Skip to main content
University of California Press
Mar 20 2026

The Mystery of the Mishnah

by Ishay Rosen-Zvi, author of How to Read the Mishnah and Midrash: An Introduction to Early Rabbinic Literature

What exactly is the Mishnah? At first glance, the answer seems obvious. The Mishnah, compiled in the early third century CE by Rabbi Judah the Patriarch, is usually described as the foundational code of Jewish law. Both the Babylonian and Palestinian Talmuds treat it as a binding halakhic work, and since the nineteenth century many scholars have followed this assumption. Yet unlike a typical legal code, the Mishnah rarely states final decisions. It frequently records multiple opinions without resolving them.

This peculiarity has puzzled scholars for generations. Some have argued that the Mishnah should indeed be understood as a legal code. Although explicit rulings are rare, decisions are implied through editorial selection and subtle redactional shaping—especially when the Mishnah is compared with parallel traditions preserved in the Tosefta and the baraitot. Jacob Nahum Epstein attributed the Mishnah’s restrained editorial style to its gradual formation: the redactors could make only minute adjustments to traditions that had already acquired authoritative status, particularly those associated with Rabbi Akiva. Menachem Elon pushed this view even further, describing the Mishnah as the first comprehensive code of Jewish law—the corpus juris of halakhah.

Others, however, have been less convinced. Ḥanokh Albeck pointed out that the Mishnah’s contradictions, multiplicity of opinions, and reluctance to settle disputes sit uneasily with the idea of a decisional code. He therefore proposed that the Mishnah is better understood as an anthology of traditions. Other scholars have offered variations on this theme. Dov Zlotnick saw the Mishnah as preparatory material for future legal decision-making; Yehuda Brandes argued that the third century Amoraim transformed an originally anthological work into a halakhic code through interpretive rules; Abraham Goldberg described it as a textbook; Elizabeth Shanks Alexander emphasized its pedagogical and dialectical function; Jacob Neusner read it as a philosophical work; and Jacob Elman suggested that it integrates multiple purposes.

The sheer diversity of these interpretations reveals something important: the Mishnah resists easy classification. Like the parable of the blind men and the elephant, each approach captures part of the truth while leaving other features unexplained. If the Mishnah were simply an anthology, why were so many traditions preserved in parallel sources omitted from it? If it were a code, why are explicit rulings so rare? If it were a textbook, why does it often begin in medias res, presupposing principles that are never explained? And if it were designed primarily for dialectical pedagogy, why is its style so strikingly concise and laconic?

In my book How to Read the Mishnah and Midrash, I argue that the challenge of defining the Mishnah comes not just from mixed purposes but from the unprecedented scope of the work itself. The Mishnah seems to aim for something much more extensive: the embodiment of the Oral Torah.

Its scope is indeed extraordinary. No domain of law lies outside its horizon. The Mishnah moves effortlessly from civil law to Temple ritual, from the architecture of the sanctuary to the regulation of bodily functions. The laws of kingship and the Sanhedrin appear in the same format as those governing Sabbath observance or damages.

Equally striking is its near silence about scripture. Even when the biblical basis of a law is obvious, the Mishnah rarely cites the relevant verse. For example, in the entire chapter devoted to the Four Species (Sukkah 3), the Mishnah never mentions that the etrog, lulav, hadas, and arava correspond to the biblical verse in Leviticus 23:40. Later texts—the Tosefta and the midrashim—had to fill in that connection. This reluctance to cite scripture collapses distinctions between laws explicitly stated in the Bible, laws derived from it, and laws with no clear biblical basis. In doing so, the Mishnah presents halakhah as a independent and autonomous system.

That ambition, however, proved short-lived. Already in the halakhic midrashim and later in the Talmuds, rabbis began anchoring the Mishnah’s teachings back in scripture. The Babylonian Talmud repeatedly asks of mishnaic rulings: “Whence do we know this?”—and the answer is usually a biblical verse. The Mishnah’s bold claim to independence did not last long. But recognizing that ambition allows us to see the Mishnah anew: not merely as a legal handbook, but as one of the most daring Jewish intellectual projects of antiquity.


■ To do
The exercise asks you to copy every line below in which "image" appears.
The input Block Start
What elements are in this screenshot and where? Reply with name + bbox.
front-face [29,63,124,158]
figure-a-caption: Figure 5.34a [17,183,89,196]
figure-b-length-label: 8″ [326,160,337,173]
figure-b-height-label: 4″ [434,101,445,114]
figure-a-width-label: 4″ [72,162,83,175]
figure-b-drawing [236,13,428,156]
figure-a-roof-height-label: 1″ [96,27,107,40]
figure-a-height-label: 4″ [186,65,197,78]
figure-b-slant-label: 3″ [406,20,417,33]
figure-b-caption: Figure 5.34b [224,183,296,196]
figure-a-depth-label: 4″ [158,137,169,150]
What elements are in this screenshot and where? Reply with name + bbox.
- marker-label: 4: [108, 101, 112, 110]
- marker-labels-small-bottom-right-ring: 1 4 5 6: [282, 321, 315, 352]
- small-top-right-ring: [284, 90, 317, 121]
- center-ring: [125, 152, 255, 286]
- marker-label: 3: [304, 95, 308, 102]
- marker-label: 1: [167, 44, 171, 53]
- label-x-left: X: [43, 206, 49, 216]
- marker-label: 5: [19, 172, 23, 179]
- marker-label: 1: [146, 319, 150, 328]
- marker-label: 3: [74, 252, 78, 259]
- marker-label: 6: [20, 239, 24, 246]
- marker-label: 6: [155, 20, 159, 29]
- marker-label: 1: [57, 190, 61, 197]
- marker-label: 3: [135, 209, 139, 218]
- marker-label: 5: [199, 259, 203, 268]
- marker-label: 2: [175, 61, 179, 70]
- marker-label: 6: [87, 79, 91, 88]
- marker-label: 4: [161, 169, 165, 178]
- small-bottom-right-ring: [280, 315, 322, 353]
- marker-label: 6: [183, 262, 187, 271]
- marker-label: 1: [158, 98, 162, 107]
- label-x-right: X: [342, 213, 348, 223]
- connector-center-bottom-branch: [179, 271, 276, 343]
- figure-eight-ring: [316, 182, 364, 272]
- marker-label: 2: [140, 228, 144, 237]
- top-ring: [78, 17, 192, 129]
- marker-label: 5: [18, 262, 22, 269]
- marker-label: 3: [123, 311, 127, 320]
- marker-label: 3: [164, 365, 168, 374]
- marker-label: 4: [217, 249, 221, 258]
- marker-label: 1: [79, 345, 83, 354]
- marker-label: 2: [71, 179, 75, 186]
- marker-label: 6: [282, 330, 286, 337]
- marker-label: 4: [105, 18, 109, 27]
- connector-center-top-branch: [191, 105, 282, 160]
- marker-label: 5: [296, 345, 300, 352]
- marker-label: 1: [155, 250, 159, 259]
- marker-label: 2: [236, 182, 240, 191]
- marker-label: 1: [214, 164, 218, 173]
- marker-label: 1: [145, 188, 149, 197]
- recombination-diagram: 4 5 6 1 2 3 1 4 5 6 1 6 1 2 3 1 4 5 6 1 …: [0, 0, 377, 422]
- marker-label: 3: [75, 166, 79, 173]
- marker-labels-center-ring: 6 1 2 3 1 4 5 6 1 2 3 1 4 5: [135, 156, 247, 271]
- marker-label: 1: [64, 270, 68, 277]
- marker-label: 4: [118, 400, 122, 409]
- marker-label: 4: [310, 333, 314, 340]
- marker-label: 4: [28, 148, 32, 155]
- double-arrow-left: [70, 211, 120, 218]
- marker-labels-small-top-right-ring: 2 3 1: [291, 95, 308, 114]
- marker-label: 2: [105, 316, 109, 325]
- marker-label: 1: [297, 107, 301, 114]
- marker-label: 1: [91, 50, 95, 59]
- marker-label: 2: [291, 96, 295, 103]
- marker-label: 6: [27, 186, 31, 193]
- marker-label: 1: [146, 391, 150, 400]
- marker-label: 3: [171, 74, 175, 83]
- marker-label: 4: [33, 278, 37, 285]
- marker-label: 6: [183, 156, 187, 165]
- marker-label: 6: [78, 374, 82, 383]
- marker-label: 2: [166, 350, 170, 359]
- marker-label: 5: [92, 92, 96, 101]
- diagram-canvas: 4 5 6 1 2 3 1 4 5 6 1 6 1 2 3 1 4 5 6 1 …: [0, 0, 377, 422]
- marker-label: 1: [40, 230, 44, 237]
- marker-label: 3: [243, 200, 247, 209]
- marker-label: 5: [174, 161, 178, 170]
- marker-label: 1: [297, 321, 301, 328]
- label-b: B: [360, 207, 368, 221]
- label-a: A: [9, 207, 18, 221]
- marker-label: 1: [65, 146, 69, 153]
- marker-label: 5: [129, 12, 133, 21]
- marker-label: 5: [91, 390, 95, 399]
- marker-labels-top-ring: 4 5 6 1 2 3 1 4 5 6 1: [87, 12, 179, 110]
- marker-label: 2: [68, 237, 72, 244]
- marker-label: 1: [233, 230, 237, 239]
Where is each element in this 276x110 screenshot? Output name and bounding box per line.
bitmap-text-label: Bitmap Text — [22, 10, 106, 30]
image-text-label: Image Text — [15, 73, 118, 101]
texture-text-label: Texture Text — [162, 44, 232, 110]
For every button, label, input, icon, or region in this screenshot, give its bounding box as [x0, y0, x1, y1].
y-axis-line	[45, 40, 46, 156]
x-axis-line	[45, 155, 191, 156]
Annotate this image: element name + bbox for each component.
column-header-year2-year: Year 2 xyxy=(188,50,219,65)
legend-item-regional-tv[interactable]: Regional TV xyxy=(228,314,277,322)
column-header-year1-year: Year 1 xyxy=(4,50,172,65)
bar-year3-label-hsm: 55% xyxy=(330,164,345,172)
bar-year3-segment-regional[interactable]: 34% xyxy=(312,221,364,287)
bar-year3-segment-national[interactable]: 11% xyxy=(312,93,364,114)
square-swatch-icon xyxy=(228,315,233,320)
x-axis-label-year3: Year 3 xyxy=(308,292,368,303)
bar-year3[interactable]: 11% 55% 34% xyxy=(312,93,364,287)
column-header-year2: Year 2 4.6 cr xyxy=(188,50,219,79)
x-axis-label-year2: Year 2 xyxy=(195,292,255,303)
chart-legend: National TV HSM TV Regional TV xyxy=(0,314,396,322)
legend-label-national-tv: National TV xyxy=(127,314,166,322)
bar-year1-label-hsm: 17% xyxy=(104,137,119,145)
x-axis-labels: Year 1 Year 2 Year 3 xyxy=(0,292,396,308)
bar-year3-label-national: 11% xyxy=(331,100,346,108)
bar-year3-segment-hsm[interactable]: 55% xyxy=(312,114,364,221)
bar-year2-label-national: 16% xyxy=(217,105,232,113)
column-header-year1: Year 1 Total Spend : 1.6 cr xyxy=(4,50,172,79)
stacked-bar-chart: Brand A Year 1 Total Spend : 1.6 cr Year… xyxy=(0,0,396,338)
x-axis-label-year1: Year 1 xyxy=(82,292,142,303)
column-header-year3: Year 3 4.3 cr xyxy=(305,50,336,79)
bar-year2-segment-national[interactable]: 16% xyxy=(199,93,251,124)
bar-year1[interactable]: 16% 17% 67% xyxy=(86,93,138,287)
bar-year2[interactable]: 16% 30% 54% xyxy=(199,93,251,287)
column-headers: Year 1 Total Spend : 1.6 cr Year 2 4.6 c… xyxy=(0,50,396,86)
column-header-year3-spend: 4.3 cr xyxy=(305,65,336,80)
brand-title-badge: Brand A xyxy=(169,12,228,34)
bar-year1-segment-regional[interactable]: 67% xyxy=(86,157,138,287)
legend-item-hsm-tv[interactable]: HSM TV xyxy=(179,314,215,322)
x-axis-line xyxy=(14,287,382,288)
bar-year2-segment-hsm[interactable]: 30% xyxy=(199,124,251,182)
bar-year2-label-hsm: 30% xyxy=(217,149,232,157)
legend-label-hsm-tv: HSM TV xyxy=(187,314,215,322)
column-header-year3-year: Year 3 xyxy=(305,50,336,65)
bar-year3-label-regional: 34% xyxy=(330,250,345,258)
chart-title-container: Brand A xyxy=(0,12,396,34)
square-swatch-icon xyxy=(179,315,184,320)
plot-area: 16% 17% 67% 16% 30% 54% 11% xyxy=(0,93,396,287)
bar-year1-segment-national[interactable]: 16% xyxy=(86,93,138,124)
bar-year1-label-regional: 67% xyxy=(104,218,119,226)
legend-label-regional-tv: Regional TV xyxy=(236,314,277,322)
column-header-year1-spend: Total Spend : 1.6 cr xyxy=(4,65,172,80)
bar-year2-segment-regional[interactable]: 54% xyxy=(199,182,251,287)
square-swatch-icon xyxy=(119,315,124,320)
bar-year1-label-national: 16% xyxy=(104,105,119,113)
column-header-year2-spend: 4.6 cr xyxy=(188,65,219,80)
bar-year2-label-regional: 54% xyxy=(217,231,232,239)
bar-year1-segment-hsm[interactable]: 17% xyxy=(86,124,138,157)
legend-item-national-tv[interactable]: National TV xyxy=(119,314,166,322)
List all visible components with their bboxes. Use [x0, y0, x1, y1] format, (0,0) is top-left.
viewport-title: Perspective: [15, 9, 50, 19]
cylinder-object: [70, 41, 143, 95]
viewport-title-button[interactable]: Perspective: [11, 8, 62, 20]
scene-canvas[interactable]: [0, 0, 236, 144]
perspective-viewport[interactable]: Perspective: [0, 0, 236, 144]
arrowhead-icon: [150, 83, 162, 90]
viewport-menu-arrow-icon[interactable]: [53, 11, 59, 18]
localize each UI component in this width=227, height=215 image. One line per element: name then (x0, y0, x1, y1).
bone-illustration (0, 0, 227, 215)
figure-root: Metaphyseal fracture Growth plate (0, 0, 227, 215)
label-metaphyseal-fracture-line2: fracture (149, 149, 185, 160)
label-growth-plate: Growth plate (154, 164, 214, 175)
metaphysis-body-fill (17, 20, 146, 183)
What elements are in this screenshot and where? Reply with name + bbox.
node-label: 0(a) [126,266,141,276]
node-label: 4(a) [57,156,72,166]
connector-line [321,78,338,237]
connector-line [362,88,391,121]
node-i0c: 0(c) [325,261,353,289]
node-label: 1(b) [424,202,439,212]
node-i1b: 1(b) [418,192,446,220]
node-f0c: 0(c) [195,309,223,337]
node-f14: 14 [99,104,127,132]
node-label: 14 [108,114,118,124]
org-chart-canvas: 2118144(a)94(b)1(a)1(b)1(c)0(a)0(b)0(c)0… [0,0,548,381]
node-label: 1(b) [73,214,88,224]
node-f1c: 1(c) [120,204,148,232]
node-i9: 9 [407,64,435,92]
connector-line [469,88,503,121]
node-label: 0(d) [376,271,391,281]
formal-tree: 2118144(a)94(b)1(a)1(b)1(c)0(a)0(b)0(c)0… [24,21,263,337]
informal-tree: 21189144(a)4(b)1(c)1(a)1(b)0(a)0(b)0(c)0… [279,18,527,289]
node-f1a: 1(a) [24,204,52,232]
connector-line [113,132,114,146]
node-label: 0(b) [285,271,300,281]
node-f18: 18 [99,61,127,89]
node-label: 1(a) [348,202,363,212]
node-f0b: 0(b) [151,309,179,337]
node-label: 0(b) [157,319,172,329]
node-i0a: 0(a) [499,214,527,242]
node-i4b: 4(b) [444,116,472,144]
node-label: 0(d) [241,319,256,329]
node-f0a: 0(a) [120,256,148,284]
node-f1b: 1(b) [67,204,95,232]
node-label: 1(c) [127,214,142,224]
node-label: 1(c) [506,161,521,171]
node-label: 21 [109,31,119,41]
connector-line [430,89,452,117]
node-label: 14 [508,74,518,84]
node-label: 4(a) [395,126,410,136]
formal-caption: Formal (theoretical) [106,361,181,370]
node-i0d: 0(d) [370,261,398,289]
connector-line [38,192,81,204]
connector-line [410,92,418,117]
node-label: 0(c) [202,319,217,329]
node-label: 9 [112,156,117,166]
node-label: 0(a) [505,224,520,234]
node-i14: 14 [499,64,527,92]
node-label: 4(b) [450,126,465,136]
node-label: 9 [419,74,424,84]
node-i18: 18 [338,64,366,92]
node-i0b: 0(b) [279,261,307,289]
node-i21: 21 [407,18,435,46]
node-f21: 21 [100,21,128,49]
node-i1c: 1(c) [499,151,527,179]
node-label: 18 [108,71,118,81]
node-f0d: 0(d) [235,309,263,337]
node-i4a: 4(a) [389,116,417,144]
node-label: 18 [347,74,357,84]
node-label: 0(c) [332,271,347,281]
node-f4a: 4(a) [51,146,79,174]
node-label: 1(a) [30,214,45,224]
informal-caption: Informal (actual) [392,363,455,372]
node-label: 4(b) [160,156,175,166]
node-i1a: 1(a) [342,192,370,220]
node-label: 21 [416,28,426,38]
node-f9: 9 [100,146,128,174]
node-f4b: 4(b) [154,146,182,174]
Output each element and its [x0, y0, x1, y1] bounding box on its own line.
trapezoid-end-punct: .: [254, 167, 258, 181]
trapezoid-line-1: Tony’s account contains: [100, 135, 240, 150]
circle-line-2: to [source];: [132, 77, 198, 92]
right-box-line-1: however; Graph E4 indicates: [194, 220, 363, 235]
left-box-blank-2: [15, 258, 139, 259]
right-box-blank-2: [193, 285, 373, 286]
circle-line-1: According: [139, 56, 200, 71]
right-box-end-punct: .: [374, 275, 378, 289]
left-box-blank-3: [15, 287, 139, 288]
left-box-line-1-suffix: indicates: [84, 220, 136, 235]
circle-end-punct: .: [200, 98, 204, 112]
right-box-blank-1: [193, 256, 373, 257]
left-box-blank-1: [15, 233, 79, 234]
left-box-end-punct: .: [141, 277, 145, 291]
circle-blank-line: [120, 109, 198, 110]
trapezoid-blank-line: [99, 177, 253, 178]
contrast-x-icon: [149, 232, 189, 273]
The input Block End
■ Reply
image-text-label: Image Text — [15, 73, 118, 101]
Annotate this image: element name + bbox for each component.
localize each UI component in this width=227, height=215 image. One line per element: name then (x0, y0, x1, y1).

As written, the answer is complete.